The Gender Divide - WM Commentary
The world’s digital divide was an important and serious discussion
many years ago. The term was used to describe the
discrepancy between people who have access to — and the
resources to use — new information, communication and
media tools (e.g. the Internet), and people who do not have
access to those resources and technologies.
The world of course has changed since that
phrase first entered the lexicon, but while the
digital divide has lessened somewhat, it’s still
present. Facebook’s recent initiative with its
Internet.org partners including Qualcomm
and Ericsson has put the
technology disparity in its
sights, hoping to bring Internet
access to the 5 billion
people that are still
not yet connected, as well
as addressing the necessary
technologies required
to accommodate the 1,000
times more Web traffic (of
which there are many) that
will result. Yet another,
perhaps more insidious, divide
remains.
I started thinking about the digital divide —
as well as the concept of division in general
— in another context recently. It’s not only access
that separates some from technology, it
can also be gender. The technology industry
has, at least historically, been predominantly
male (although it’s most certainly shifting).
Only 2 percent of open source developers and
only 28 percent of B.S. degrees
in Computer Science
were women. Why exactly?
A study from the Level Playing
Field Institute found that
workplaces like tech startups
can be “hostile or unpleasant
environments” leading
to those employees seeking
out other companies or even
other industries to work.
The divide was well highlighted
and illustrated with
quite the hullabaloo in early September 2013
when a presentation at an event for tech startups
featured a mobile application that was,
shall we say, if not salacious in nature, then certainly sophomoric. It’s not necessary to go
into the details of what that app actually did,
but let’s just say that it objectified women,
surely making the females in attendance uncomfortable,
which included a 9-year-old girl
presenting at the event. Who would want to
subject themselves to that and what does it say
to that 9-year-old girl?
The lone positive result of that now regrettable
presentation was that it refocused the
attention of many within the sphere of technology
(and elsewhere) on the ongoing gender
divide in the technology industry. That focus
is, of course, a very good thing as I believe that
this damaging divide is keeping the industry
from reaching its true potential. More women
are entering technology industries — as well as
its supporting industries like online advertising,
Web design and Internet marketing — and
more women are making their digital marks
than ever before. That shift will undoubtedly
continue in the future — but are enterprises
ready? It will require a cultural shift within
enterprises, one that values the content of the
résumé and the completeness and quality of
work, more than a worker’s default anatomy.

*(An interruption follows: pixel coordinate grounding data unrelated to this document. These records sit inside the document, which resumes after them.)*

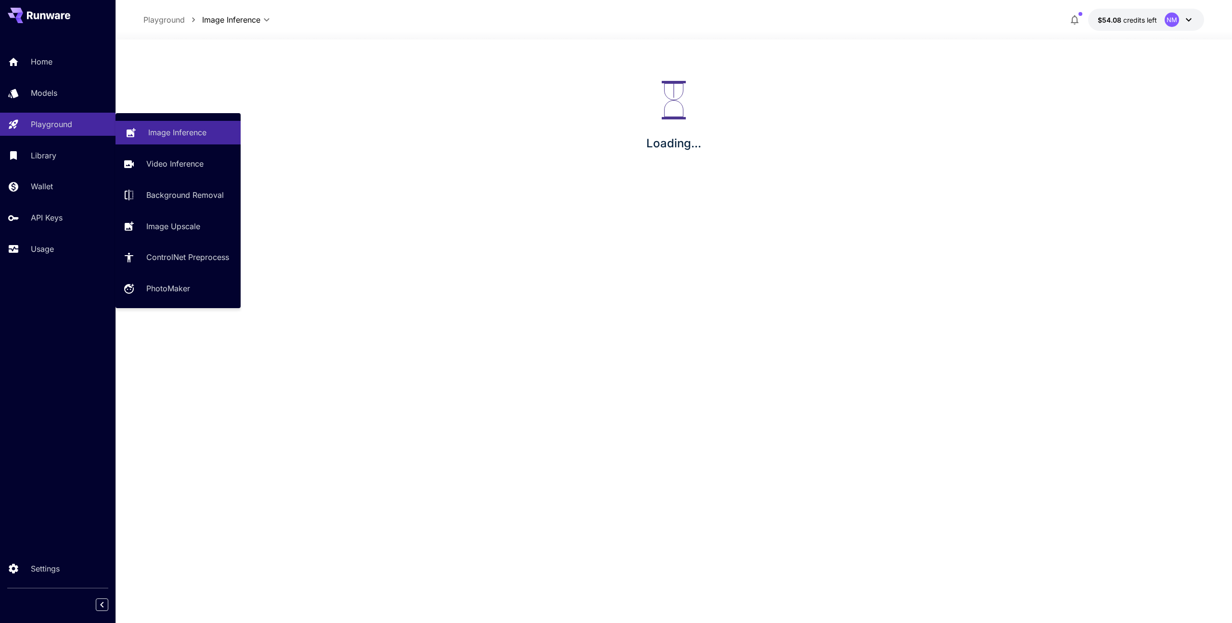 This screenshot has width=1232, height=623. Describe the element at coordinates (188, 257) in the screenshot. I see `p: ControlNet Preprocess` at that location.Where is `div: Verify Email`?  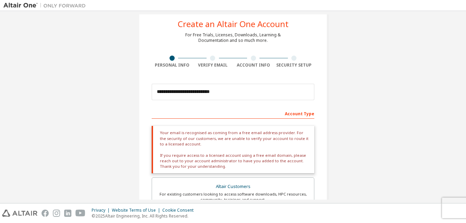
div: Verify Email is located at coordinates (213, 65).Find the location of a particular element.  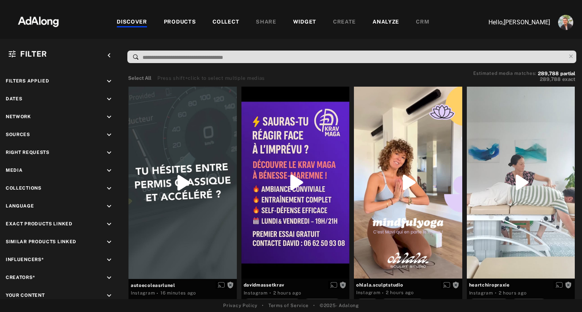

button: 289,788partial is located at coordinates (556, 74).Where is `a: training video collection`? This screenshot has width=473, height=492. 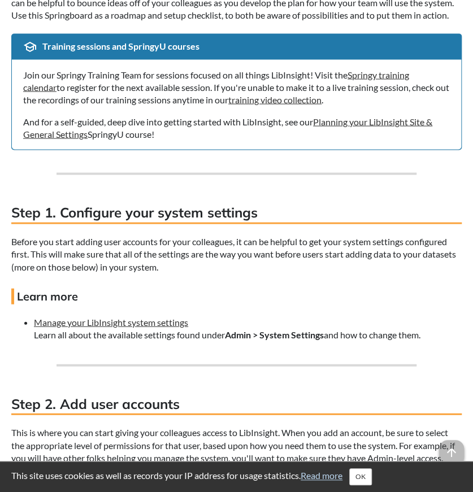
a: training video collection is located at coordinates (275, 99).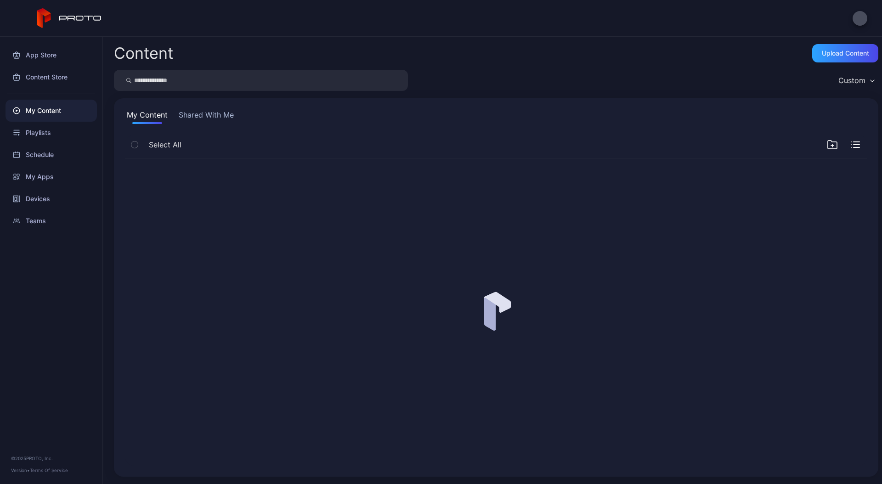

Closing the gender divide just doesn’t fall on
the shoulders of the men in tech. Women in
the field need to commit themselves to speaking
to groups like Women in Technology or
breaking out of their comfort zones to present
at — or even organize — career days in
underprivileged areas. Young girls in poverty
are even less likely to know what technology
careers are available to them or the roads they
have to take to get there. When they don’t have
access to technology, it’s even more difficult to
imagine building a future around it.
There is still a battle raging between the digital
have’s and have not’s, and there is still a
shortage of women in the technology sector —
at least those that feel respected and confident
enough to participate, compete and innovate.